Jannink’s mission to find a way to combat driver distraction was spurred by personal experience — a friend of his was hit and killed in the US by a driver who was texting.

He was already working in road safety at traffic camera operator Redflex but struggled to drum up interest in finding a way to catch drivers using their phones. “There was nobody asking for this. There were no tenders, no demand. We needed to make people aware of the problem and then to say how we were going to solve it,” he said.

Back in 2016, there also was not a wide understanding of how artificial intelligence could be harnessed to solve the problem.

Acusensus, which he co-founded in 2018, has since developed a system where mobile cameras — which can be temporarily placed along highways or at traffic hotspots — take multiple pictures of a driver passing underneath.

An AI system checks to see if the driver appears to be using a phone — or even whether a phone is on someone’s lap which is illegal in some states of Australia — before passing on the suspected infringements to an enforcement officer. Drivers caught touching their phone while driving are then issued with a fine — about A$387 ($247) in Sydney — as well as demerit points on their licence. Not many drivers challenge the fines as the cameras produce ample evidence.

An Acusensus speed camera scans the road © Acusensus

It was initially tough going for Acusensus until it won a trial with the state of New South Wales in 2019, which gave the fledgling company the opportunity to prove that its mobile cameras could have a marked impact on road safety. Jannink pointed to Acusensus analysis of government data that shows fatalities had dropped 20 per cent after the first two years of the NSW trial as drivers became aware of the risks involved. That compares with an 8 per cent rise in road deaths in the rest of Australia at the time.

The first trials showed that about 1 per cent of drivers it photographed were actively using their phones before the first fines were issued, according to Acusensus. That has since dropped to around 0.2 per cent — or one in 500 people — with Acusensus confident that the number is creeping even lower as more people realise they should not be using their phones while driving and might get caught if they do.

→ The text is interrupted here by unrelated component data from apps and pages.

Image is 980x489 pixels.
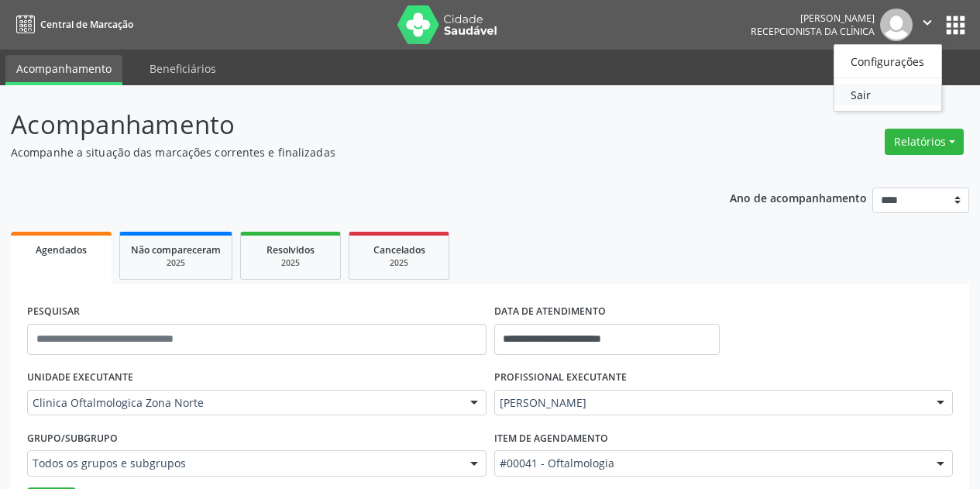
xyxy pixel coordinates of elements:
[11,11,133,38] a: Central de Marcação
[494,426,608,451] label: Item de agendamento
[750,11,875,24] div: [PERSON_NAME]
[6,55,123,85] a: Acompanhamento
[40,18,133,31] span: Central de Marcação
[500,395,922,411] span: [PERSON_NAME]
[880,8,912,41] img: img
[834,44,942,112] ul: 
[835,51,942,72] a: Configurações
[494,366,626,390] label: PROFISSIONAL EXECUTANTE
[835,84,942,105] a: Sair
[884,129,964,155] button: Relatórios
[373,243,425,256] span: Cancelados
[942,11,969,38] button: apps
[500,456,922,471] span: #00041 - Oftalmologia
[33,456,455,471] span: Todos os grupos e subgrupos
[11,105,682,145] p: Acompanhamento
[27,426,118,451] label: Grupo/Subgrupo
[36,243,87,256] span: Agendados
[131,243,220,256] span: Não compareceram
[360,257,438,269] div: 2025
[27,366,133,390] label: UNIDADE EXECUTANTE
[131,257,220,269] div: 2025
[139,55,227,83] a: Beneficiários
[11,145,682,160] p: Acompanhe a situação das marcações correntes e finalizadas
[266,243,314,256] span: Resolvidos
[33,395,455,411] span: Clinica Oftalmologica Zona Norte
[912,8,942,41] button: 
[27,300,80,324] label: PESQUISAR
[730,188,867,207] p: Ano de acompanhamento
[750,24,875,38] span: Recepcionista da clínica
[919,14,936,31] i: 
[251,257,329,269] div: 2025
[494,300,606,324] label: DATA DE ATENDIMENTO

The ability of the company to move the cameras around has produced what Jannink calls a “network effect” where infringement levels are low even in areas where the cameras have not been used yet because drivers know they could be caught anywhere.

“It is such endemic behaviour that everyone recognises that it’s dangerous. It’s so obvious. People may think they can speed safely but not using their phone,” Jannink said of how culture has started to change in Australia.

Acusensus was able to prove its mobile cameras worked in deterring driver distraction, which paved the way for a listing in 2023. It has since signed contracts in New Zealand and the US.

Revenue in the six months to last December rose 16 per cent to A$29mn ($18.3mn) while earnings before interest, taxation, depreciation and amortisation grew 8 per cent to A$3.4mn.

The company has also branched out into other areas of road safety. It conducted a trial detecting drink and drug driving in Cornwall and Devon in the UK over the Christmas period, with its mobile cameras looking for erratic driving to alert police.

The company has also developed a safety product for construction and roadside workers — a large adjacent market — that will warn them of impending contact from passing cars or machinery on site, which it expects to launch commercially this year.

Jannink argues that while drivers adapt to new rules and regulations, many remain desensitised to the risks of driving and look for loopholes. “This should be top of mind for everyone. There is no activity more dangerous that you do every day than getting into a car. It’s almost crazy that people accept that level of risk,” he says.